See the following example:
export SPRING_PROFILES_ACTIVE=identity-auth
Configure Identity​
Identity requires the following parameters:
Parameter name | Description | Example value |
---|---|---|
camunda.tasklist.identity.issuerUrl | URL of issuer (Identity) | http://localhost:18080/auth/realms/camunda-platform |
camunda.tasklist.identity.issuerBackendUrl | Backend URL of issuer (Identity) | http://localhost:18080/auth/realms/camunda-platform |
camunda.tasklist.identity.clientId | Similar to a username for the application | tasklist |
camunda.tasklist.identity.clientSecret | Similar to a password for the application | XALaRPl...s7dL7 |
camunda.tasklist.identity.audience | Audience for Tasklist | tasklist-api |
camunda.tasklist.identity.baseUrl | Base URL for Identity | http://localhost:8084 |
camunda.tasklist.identity.resourcePermissionsEnabled | Enable/disable Resource Permissions | true |
spring.security.oauth2.resourceserver.jwt.issueruri | Token issuer URI | http://localhost:18080/auth/realms/camunda-platform |
spring.security.oauth2.resourceserver.jwt.jwkseturi | Complete URI to get public keys for JWT validation | http://localhost:18080/auth/realms/camunda-platform/protocol/openid-connect/certs |
Resource-based permissions​
- Resource authorizations must be enabled in Identity.
- Tasklist must be configured to use resource authorizations (see above configurations) and
camunda.tasklist.identity.resourcePermissionsEnabled
must be enabled.
Resource-based permissions are defined per process definition. Process definition is defined by Process ID, which is present in BPMN XML.
The user or user group can be assigned the following permission:
Permission name | Resource type(s) | Allowed action(s) in Operate |
---|---|---|
START_PROCESS_INSTANCE | process-definition | User can start this process ad hoc on Tasklist. |
For more information, visit the Identity documentation.
Use Identity JWT token to access Tasklist API​
Tasklist provides a GraphQL API under the endpoint /graphql
. Clients can access this API using a JWT access token in an authorization header Authorization: Bearer <JWT>
.
Be aware a JWT token is intended to be used for M2M communication and is therefore issued for the relevant application, not for the user.
Example:
- Add an application in Identity.
- Add permissions to an application for Tasklist API.
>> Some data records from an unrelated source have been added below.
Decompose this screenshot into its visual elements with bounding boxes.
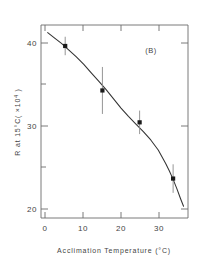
panel-label: (B)	[145, 46, 157, 55]
x-tick-label-0: 0	[42, 224, 47, 233]
y-tick-label-20: 20	[27, 205, 37, 214]
x-tick-label-3: 30	[154, 224, 164, 233]
x-tick-label-2: 20	[116, 224, 126, 233]
data-point-marker	[63, 44, 67, 48]
chart-canvas: 0 10 20 30 40 30 20 (B) Acclimation Temp…	[0, 0, 203, 265]
y-axis-title: R at 15°C( ×104 )	[13, 88, 23, 155]
y-tick-label-30: 30	[27, 122, 37, 131]
x-axis-title: Acclimation Temperature (°C)	[57, 247, 171, 255]
data-point-marker	[138, 120, 142, 124]
y-axis-title-main: R at 15°C	[14, 118, 21, 156]
figure-panel-b: 0 10 20 30 40 30 20 (B) Acclimation Temp…	[0, 0, 203, 265]
data-point-marker	[100, 88, 104, 92]
x-tick-label-1: 10	[78, 224, 88, 233]
y-tick-label-40: 40	[27, 39, 37, 48]
data-point-marker	[171, 176, 175, 180]
y-axis-title-unit: ( ×10	[14, 98, 22, 118]
y-axis-title-close: )	[14, 88, 22, 94]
- Obtain a token to access the GraphQL API.
You will need:
client_id
andclient_secret
from Identity application you created.- URL of the authorization server will look like:
http://<keycloak_host>:<port>/auth/realms/camunda-platform/protocol/openid-connect/token
, where host and port reference Keycloak URL (e.g.localhost:18080
).
curl --location --request POST 'http://localhost:18080/auth/realms/camunda-platform/protocol/openid-connect/token' \
--header 'Content-Type: application/x-www-form-urlencoded' \
--data-urlencode 'client_id=<client id>' \
--data-urlencode 'client_secret=<secret>' \
--data-urlencode 'grant_type=client_credentials'
You will get something like the following:
{
"access_token": "eyJhbG...",
"expires_in": 300,
"refresh_expires_in": 0,
"token_type": "Bearer",
"not-before-policy": 0
}
Take the access_token
value from the response object and store it as your token.
- Send the token as an authorization header in each request. In this case, request all tasks.
curl -X POST -H "Content-Type: application/json" -H "Authorization: Bearer <TOKEN>" -d '{"query": "{tasks(query:{}){id name}}"}' http://localhost:8080/graphql
Zeebe client credentials​
If the Zeebe Gateway is set up with Camunda Identity-based authorization, Zeebe client OAuth environment variables must be provided.